The court also found the 56-hour timeframe during which Clegg could have evaded apprehension was not a concern, as he could have booked another flight or traveled elsewhere during that time. Concord police also “had concrete information about the defendant’s upcoming flight, which provided it an opportunity to work with federal or local law enforcement to apprehend him in the highly regulated setting of an international airport,” the judges wrote.
“There is no indication in the record that CPD needed the defendant’s then-current whereabouts to facilitate his apprehension at the airport, so any delay to obtain a warrant for the cell phone data would not have frustrated the defendant’s apprehension in this scenario,” they wrote.
The court acknowledged had Clegg not shown up for the flight, “the critical urgency relied upon by the trial court and the state” would be exigency, but disabling or discarding his cellphone was “not sufficient to give rise to exigency.”
The judges also raised the issue of the length of time between the murders and his capture, noting Clegg could have discarded the gun at any time or even before the flight. He, the court determined, was already aware he was a murder suspect.
“Yet,” the decision noted, “the trial court did not address the fact that five months had elapsed between the murders and the initial exigency request and that there was no evidence that, during that time, the defendant, or a person using the alias Arthur Kelly, committed any crimes. This lapse of five months without any indication of further violent or dangerous behavior distinguishes this case from those involving a demonstrated immediate and ongoing threat to public safety.”

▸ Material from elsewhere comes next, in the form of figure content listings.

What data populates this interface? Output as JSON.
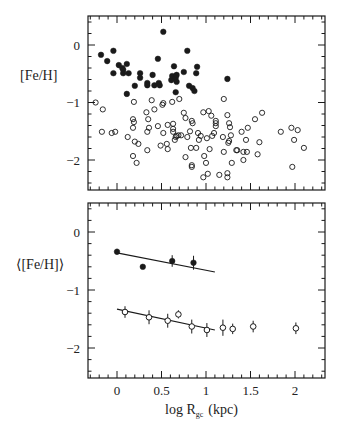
{
  "chart_data": [
    {
      "type": "scatter",
      "panel": "top",
      "title": "",
      "xlabel": "",
      "ylabel": "[Fe/H]",
      "xlim": [
        -0.33,
        2.33
      ],
      "ylim": [
        -2.5,
        0.5
      ],
      "yticks": [
        0,
        -1,
        -2
      ],
      "ytick_labels": [
        "0",
        "−1",
        "−2"
      ],
      "grid": false,
      "series": [
        {
          "name": "metal-rich (filled)",
          "marker": "filled-circle",
          "color": "#000000",
          "points": [
            [
              -0.18,
              -0.17
            ],
            [
              -0.11,
              -0.28
            ],
            [
              -0.04,
              -0.1
            ],
            [
              -0.04,
              -0.49
            ],
            [
              0.02,
              -0.35
            ],
            [
              0.06,
              -0.4
            ],
            [
              0.07,
              -0.43
            ],
            [
              0.07,
              -0.49
            ],
            [
              0.11,
              -0.33
            ],
            [
              0.11,
              -0.85
            ],
            [
              0.13,
              -0.49
            ],
            [
              0.2,
              -0.71
            ],
            [
              0.26,
              -0.49
            ],
            [
              0.26,
              -0.57
            ],
            [
              0.34,
              -0.66
            ],
            [
              0.34,
              -0.7
            ],
            [
              0.4,
              -0.52
            ],
            [
              0.42,
              -0.7
            ],
            [
              0.46,
              -0.24
            ],
            [
              0.47,
              -0.66
            ],
            [
              0.48,
              -0.7
            ],
            [
              0.52,
              0.23
            ],
            [
              0.61,
              -0.61
            ],
            [
              0.62,
              -0.54
            ],
            [
              0.64,
              -0.37
            ],
            [
              0.66,
              -0.57
            ],
            [
              0.67,
              -0.52
            ],
            [
              0.67,
              -0.64
            ],
            [
              0.66,
              -0.82
            ],
            [
              0.75,
              -0.47
            ],
            [
              0.79,
              -0.1
            ],
            [
              0.81,
              -0.71
            ],
            [
              0.85,
              -0.75
            ],
            [
              0.87,
              -0.8
            ],
            [
              0.89,
              -0.49
            ],
            [
              0.9,
              -0.38
            ],
            [
              1.24,
              -0.59
            ]
          ]
        },
        {
          "name": "metal-poor (open)",
          "marker": "open-circle",
          "color": "#000000",
          "points": [
            [
              -0.24,
              -1.0
            ],
            [
              -0.16,
              -1.12
            ],
            [
              -0.17,
              -1.51
            ],
            [
              -0.06,
              -1.53
            ],
            [
              -0.02,
              -1.51
            ],
            [
              0.12,
              -1.6
            ],
            [
              0.18,
              -1.44
            ],
            [
              0.18,
              -1.29
            ],
            [
              0.19,
              -1.34
            ],
            [
              0.19,
              -0.99
            ],
            [
              0.18,
              -1.93
            ],
            [
              0.2,
              -1.68
            ],
            [
              0.22,
              -2.05
            ],
            [
              0.24,
              -1.72
            ],
            [
              0.33,
              -1.17
            ],
            [
              0.34,
              -1.51
            ],
            [
              0.34,
              -1.83
            ],
            [
              0.35,
              -1.29
            ],
            [
              0.36,
              -1.44
            ],
            [
              0.39,
              -0.96
            ],
            [
              0.42,
              -1.12
            ],
            [
              0.46,
              -1.41
            ],
            [
              0.49,
              -1.75
            ],
            [
              0.51,
              -1.04
            ],
            [
              0.52,
              -1.53
            ],
            [
              0.52,
              -1.01
            ],
            [
              0.56,
              -1.72
            ],
            [
              0.57,
              -1.81
            ],
            [
              0.57,
              -1.39
            ],
            [
              0.62,
              -0.99
            ],
            [
              0.63,
              -1.37
            ],
            [
              0.63,
              -1.46
            ],
            [
              0.63,
              -1.51
            ],
            [
              0.65,
              -1.65
            ],
            [
              0.66,
              -1.6
            ],
            [
              0.67,
              -1.58
            ],
            [
              0.69,
              -1.57
            ],
            [
              0.7,
              -0.94
            ],
            [
              0.72,
              -1.57
            ],
            [
              0.75,
              -1.18
            ],
            [
              0.77,
              -1.27
            ],
            [
              0.77,
              -1.95
            ],
            [
              0.79,
              -1.6
            ],
            [
              0.82,
              -1.5
            ],
            [
              0.83,
              -1.79
            ],
            [
              0.84,
              -2.09
            ],
            [
              0.84,
              -1.32
            ],
            [
              0.84,
              -2.12
            ],
            [
              0.85,
              -1.36
            ],
            [
              0.89,
              -1.79
            ],
            [
              0.91,
              -1.53
            ],
            [
              0.92,
              -1.65
            ],
            [
              0.94,
              -1.58
            ],
            [
              0.97,
              -1.17
            ],
            [
              0.98,
              -1.93
            ],
            [
              0.97,
              -2.3
            ],
            [
              1.0,
              -2.05
            ],
            [
              1.01,
              -1.62
            ],
            [
              1.02,
              -2.24
            ],
            [
              1.03,
              -1.15
            ],
            [
              1.04,
              -1.81
            ],
            [
              1.06,
              -1.23
            ],
            [
              1.07,
              -1.58
            ],
            [
              1.09,
              -1.53
            ],
            [
              1.11,
              -1.41
            ],
            [
              1.11,
              -1.32
            ],
            [
              1.11,
              -1.36
            ],
            [
              1.15,
              -2.26
            ],
            [
              1.19,
              -1.6
            ],
            [
              1.2,
              -0.94
            ],
            [
              1.2,
              -1.86
            ],
            [
              1.24,
              -1.22
            ],
            [
              1.24,
              -2.23
            ],
            [
              1.24,
              -2.3
            ],
            [
              1.25,
              -1.7
            ],
            [
              1.26,
              -1.67
            ],
            [
              1.26,
              -1.36
            ],
            [
              1.27,
              -1.43
            ],
            [
              1.28,
              -1.57
            ],
            [
              1.29,
              -2.05
            ],
            [
              1.34,
              -1.83
            ],
            [
              1.35,
              -1.83
            ],
            [
              1.4,
              -1.51
            ],
            [
              1.42,
              -2.0
            ],
            [
              1.42,
              -1.86
            ],
            [
              1.45,
              -1.65
            ],
            [
              1.46,
              -1.86
            ],
            [
              1.47,
              -1.44
            ],
            [
              1.55,
              -1.29
            ],
            [
              1.58,
              -1.9
            ],
            [
              1.6,
              -1.69
            ],
            [
              1.63,
              -1.18
            ],
            [
              1.84,
              -1.51
            ],
            [
              1.96,
              -1.44
            ],
            [
              1.97,
              -2.12
            ],
            [
              1.99,
              -1.65
            ],
            [
              2.03,
              -1.48
            ],
            [
              2.1,
              -1.79
            ]
          ]
        }
      ]
    },
    {
      "type": "scatter",
      "panel": "bottom",
      "title": "",
      "xlabel": "log R_gc (kpc)",
      "ylabel": "⟨[Fe/H]⟩",
      "xlim": [
        -0.33,
        2.33
      ],
      "ylim": [
        -2.5,
        0.5
      ],
      "xticks": [
        0,
        0.5,
        1,
        1.5,
        2
      ],
      "xtick_labels": [
        "0",
        "0.5",
        "1",
        "1.5",
        "2"
      ],
      "yticks": [
        0,
        -1,
        -2
      ],
      "ytick_labels": [
        "0",
        "−1",
        "−2"
      ],
      "grid": false,
      "series": [
        {
          "name": "metal-rich mean (filled)",
          "marker": "filled-circle",
          "color": "#000000",
          "points": [
            {
              "x": 0.0,
              "y": -0.34,
              "err": 0.05
            },
            {
              "x": 0.29,
              "y": -0.6,
              "err": 0.03
            },
            {
              "x": 0.62,
              "y": -0.5,
              "err": 0.1
            },
            {
              "x": 0.86,
              "y": -0.53,
              "err": 0.12
            }
          ],
          "fit_line": {
            "x": [
              0.0,
              1.1
            ],
            "y": [
              -0.36,
              -0.69
            ]
          }
        },
        {
          "name": "metal-poor mean (open)",
          "marker": "open-circle",
          "color": "#000000",
          "points": [
            {
              "x": 0.09,
              "y": -1.38,
              "err": 0.1
            },
            {
              "x": 0.36,
              "y": -1.47,
              "err": 0.12
            },
            {
              "x": 0.57,
              "y": -1.53,
              "err": 0.12
            },
            {
              "x": 0.69,
              "y": -1.42,
              "err": 0.07
            },
            {
              "x": 0.84,
              "y": -1.63,
              "err": 0.12
            },
            {
              "x": 1.01,
              "y": -1.69,
              "err": 0.12
            },
            {
              "x": 1.19,
              "y": -1.65,
              "err": 0.14
            },
            {
              "x": 1.3,
              "y": -1.67,
              "err": 0.09
            },
            {
              "x": 1.53,
              "y": -1.63,
              "err": 0.1
            },
            {
              "x": 2.01,
              "y": -1.66,
              "err": 0.1
            }
          ],
          "fit_line": {
            "x": [
              0.0,
              1.1
            ],
            "y": [
              -1.33,
              -1.69
            ]
          }
        }
      ]
    }
  ],
  "labels": {
    "top_ylabel": "[Fe/H]",
    "bottom_ylabel": "⟨[Fe/H]⟩",
    "xlabel_main": "log R",
    "xlabel_sub": "gc",
    "xlabel_unit": "(kpc)"
  },
  "style": {
    "ink_color": "#1a1a1a",
    "background": "#ffffff"
  }
}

The court vacated the denial of the motion to suppress and remanded the case back to the trial court “for the limited purpose of deciding whether the defendant’s motion to suppress should have been denied on the basis of the inevitable discovery doctrine.” The Merrimack County Superior Court has until June 15 to hold any further proceedings to resolve the issue, report findings, and rulings to the Supreme Court.
Michael Garrity, the communications director for the New Hampshire Attorney General’s Office, said in reaction to the opinion, “We are reviewing the Supreme Court’s decision and will take appropriate action.”